No one better exemplifies this cultural logjam than French President Nicholas Sarkozy. Speaking on the occasion marking 60 years since the Declaration of Human Rights Sarkozy remarkably said that Lebanon was much better off since he involved himself and his team in local affairs. Which Lebanon exactly is Sarkozy talking about? The Lebanese still wake up every morning expecting an incident that would shatter their lives around them. The arrogant Sarkozy must know that one half of Lebanon's people are living in fear of better armed and more powerful foes. He also must know that there are many fathers, sons, mothers and daughters who are swallowing the bitter pill of realization that justice for their murdered loved ones is being traded off into the distant horizon. Sarkozy prides himself on being a political action man who does not fear getting his hands dirty to get things done. Yet in Lebanon and among a growing number of people in the Middle East it is the soiled hands of Sarkozy that are suffocating Lebanon's dream of freedom, independence, sovereignty and justice. But the wise man from France knows better than the immature natives in the eye of the storm.

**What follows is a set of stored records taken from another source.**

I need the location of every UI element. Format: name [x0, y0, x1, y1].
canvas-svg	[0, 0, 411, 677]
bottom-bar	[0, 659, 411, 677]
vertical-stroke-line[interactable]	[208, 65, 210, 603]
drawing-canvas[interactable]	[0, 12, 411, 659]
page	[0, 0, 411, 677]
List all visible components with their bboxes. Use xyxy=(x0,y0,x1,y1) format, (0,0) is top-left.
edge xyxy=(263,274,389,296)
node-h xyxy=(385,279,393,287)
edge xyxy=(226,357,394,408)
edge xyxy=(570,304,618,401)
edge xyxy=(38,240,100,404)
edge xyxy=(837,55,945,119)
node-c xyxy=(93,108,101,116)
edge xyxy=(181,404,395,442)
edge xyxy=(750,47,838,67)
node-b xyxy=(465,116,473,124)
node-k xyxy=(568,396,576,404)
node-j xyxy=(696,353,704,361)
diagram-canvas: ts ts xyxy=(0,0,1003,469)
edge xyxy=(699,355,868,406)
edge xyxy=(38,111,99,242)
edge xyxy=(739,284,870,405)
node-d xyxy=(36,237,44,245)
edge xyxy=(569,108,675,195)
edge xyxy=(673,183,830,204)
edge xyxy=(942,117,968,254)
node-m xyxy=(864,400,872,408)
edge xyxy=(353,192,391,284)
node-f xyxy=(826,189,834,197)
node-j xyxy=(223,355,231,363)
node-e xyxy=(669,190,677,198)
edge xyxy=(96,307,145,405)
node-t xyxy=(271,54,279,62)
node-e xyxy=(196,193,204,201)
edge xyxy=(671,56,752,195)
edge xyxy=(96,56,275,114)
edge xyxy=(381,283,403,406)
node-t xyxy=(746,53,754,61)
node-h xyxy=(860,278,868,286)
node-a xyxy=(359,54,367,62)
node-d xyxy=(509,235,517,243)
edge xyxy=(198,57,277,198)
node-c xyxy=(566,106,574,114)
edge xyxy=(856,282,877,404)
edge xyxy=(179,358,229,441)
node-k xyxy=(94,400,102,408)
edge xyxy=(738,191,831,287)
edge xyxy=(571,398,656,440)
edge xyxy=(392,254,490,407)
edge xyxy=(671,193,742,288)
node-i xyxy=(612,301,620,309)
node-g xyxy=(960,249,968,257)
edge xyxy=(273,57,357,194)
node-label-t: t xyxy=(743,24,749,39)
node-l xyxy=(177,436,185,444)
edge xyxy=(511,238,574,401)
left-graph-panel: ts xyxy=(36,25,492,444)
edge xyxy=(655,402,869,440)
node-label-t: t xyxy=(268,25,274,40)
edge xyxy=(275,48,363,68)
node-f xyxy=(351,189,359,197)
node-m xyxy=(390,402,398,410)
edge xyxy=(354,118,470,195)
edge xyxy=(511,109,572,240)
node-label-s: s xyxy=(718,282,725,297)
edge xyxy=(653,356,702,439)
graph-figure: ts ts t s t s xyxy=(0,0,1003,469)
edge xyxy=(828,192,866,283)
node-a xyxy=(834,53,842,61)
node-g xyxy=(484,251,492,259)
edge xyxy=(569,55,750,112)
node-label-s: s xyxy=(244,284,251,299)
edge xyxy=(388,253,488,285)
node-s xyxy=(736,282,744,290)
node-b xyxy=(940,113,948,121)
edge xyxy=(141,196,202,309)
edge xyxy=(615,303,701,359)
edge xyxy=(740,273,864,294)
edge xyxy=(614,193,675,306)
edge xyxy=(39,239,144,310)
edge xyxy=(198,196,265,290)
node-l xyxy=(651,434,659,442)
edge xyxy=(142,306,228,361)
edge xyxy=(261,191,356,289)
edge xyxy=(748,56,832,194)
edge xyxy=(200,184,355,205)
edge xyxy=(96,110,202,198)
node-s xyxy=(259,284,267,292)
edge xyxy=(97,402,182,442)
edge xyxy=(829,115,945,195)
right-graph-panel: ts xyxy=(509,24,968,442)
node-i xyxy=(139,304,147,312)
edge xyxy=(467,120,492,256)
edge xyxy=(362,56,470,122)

A number of Western political studies centers believe that Syria can be pulled away from its Iranian alliance and brought into the Western sphere. It seems that there is so much enlightenment in the West that their leading thinkers have become blinded from seeing that the Syrian regime is too clever to sign a peace agreement with Israel and end up as another Egypt. The leadership in Damascus is too politically aware to isolate itself from the wider Arab and Muslim population and it certainly cannot see itself siding with Israel while the Palestinian people remain living in misery. That is unless of course the West knows this but tacitly expects the Syrian regime to crush its oppositionists with even greater severity in the name of peace.   

Bush was considered a failure because he entered a military endeavor without a plan for peace. In other words after toppling Saddam Hussein, and the US Army did this successfully, the politicians did not envision an adequate scenario for a new Iraqi and regional landscape? Do we know where Sarkozy's diplomatic chicanery, in which he conveniently forged a deal with Syria for French oil giants Total, will take the prospect of liberty, justice and genuine peace in Lebanon and the wider Middle East?

This is a question we are not allowed to ask because like Carter, Sarkozy adopted the rhetoric of diplomacy and peace and abandoned the rhetoric of confrontation. The true result is that what is being achieved is the goal of maintaining and prolonging the status quo and not peace as is being touted. It means that the wise old men of the civilized world have also abandoned any hope that ordinary Lebanese, or Egyptians or Palestinians and other dark-skinned people deserve a dignified life. Now that America will have its first black president, it will be interesting to see if he will adopt a vision of a genuine peace that considers an end to the sense of injustice felt by the ordinary dark-skinned people of the Middle East.

Talal Nizameddin wrote this commentary for THE DAILY STAR.